Barbados says it will remove the Queen as head of state next year and ‘full

The Sugar Revolution, the introduction of sugar cane from Dutch Brazil, in the 1640s was highly lucrative but came at great social cost 

In 1627, 80 Englishmen aboard the William and John landed on the Caribbean island and founded Jamestown (close to today’s Holetown), in the name of King James I.

The early settlers struggled to develop a profitable export crop and faced difficulties in maintaining supplies from Europe.

However, the Sugar Revolution, the introduction of sugar cane from Dutch Brazil, in the 1640s was highly lucrative and over the next decade more than two thirds of English emigres to the Americas went to Barbados.

By 1650 there were 44,000 settlers in the West Indies, as compared with 12,000 in Virginia and 23,000 in New England.

But while this shift to sugar yielded huge profits, it came at a great social cost. Thousands of West African slaves were shipped across the Atlantic to work the plantations.

Small family farms were sold and swallowed up by plantation owners and many of the white residents moved on to Jamaica and the North American enclaves, most notably North Carolina.

In the early 1640s, historians estimate there were around 37,000 whites and 6,000 blacks; by 1684 there were 20,000 whites and 46,000 blacks; and in 1834, the year slavery was abolished, there were 15,000 whites and 88,000 blacks or mixed race people.

The sale of sugar, or white gold as the colonists called it, reaped huge profits because it was a scarce commodity in European markets.

Slave laws enacted in 1936 separated society into three categories of persons, free, indentured, and enslaved, with race being a main determinant of status. 

Sugar continued as an integral part of the country’s economy into the 19th century, while workers suffered from low wages and minimal social services.

By the 1930s, political unrest erupted into a labour revolt which challenged the existing order and led to the full legalisation of trade unions and the extension of the political franchise. 

Reforms in the 1940s led to the institutionalisation of mass political organisations and curtailed the power of the elite. 

Black political leaders gained ascendancy by 1944, universal adult suffrage was adopted in 1950, and full internal self-government was achieved in 1961.

Barbados became independent on November 30, 1966, during a time when the country’s economy was expanding and diversifying.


Exercise details ::
Transcribe the line containing "Detect houseplant. The" and every line after it, exactly, through the end of the records.

Task data ::
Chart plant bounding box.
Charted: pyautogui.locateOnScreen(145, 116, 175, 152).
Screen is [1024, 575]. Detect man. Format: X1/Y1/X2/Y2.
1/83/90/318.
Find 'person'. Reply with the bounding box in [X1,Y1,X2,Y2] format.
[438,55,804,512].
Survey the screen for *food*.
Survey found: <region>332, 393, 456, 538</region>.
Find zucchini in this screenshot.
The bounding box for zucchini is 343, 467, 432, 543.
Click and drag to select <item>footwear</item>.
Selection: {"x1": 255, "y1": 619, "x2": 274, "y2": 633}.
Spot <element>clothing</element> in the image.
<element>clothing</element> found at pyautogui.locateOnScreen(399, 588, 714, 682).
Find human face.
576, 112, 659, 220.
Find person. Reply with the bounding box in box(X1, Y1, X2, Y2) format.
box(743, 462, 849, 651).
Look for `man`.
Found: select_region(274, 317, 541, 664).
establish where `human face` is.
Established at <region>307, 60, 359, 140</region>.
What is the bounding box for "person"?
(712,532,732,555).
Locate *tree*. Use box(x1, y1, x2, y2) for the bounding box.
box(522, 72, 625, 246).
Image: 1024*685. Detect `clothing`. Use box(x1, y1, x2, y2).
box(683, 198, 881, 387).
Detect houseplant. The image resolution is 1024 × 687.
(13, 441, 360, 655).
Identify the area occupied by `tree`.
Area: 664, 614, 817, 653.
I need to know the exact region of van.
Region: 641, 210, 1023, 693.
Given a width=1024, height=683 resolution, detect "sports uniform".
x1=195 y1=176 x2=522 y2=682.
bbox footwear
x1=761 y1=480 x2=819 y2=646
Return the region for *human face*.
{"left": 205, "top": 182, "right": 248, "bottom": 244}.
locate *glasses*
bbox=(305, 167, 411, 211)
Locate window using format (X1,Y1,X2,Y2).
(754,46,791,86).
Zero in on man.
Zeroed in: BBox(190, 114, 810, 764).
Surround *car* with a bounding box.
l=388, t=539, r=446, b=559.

Expected answer ::
Detect houseplant. The image resolution is 1024 × 687.
(13, 441, 360, 655).
Identify the area occupied by `tree`.
Area: 664, 614, 817, 653.
I need to know the exact region of van.
Region: 641, 210, 1023, 693.
Given a width=1024, height=683 resolution, detect "sports uniform".
x1=195 y1=176 x2=522 y2=682.
bbox footwear
x1=761 y1=480 x2=819 y2=646
Return the region for *human face*.
{"left": 205, "top": 182, "right": 248, "bottom": 244}.
locate *glasses*
bbox=(305, 167, 411, 211)
Locate window using format (X1,Y1,X2,Y2).
(754,46,791,86).
Zero in on man.
Zeroed in: BBox(190, 114, 810, 764).
Surround *car* with a bounding box.
l=388, t=539, r=446, b=559.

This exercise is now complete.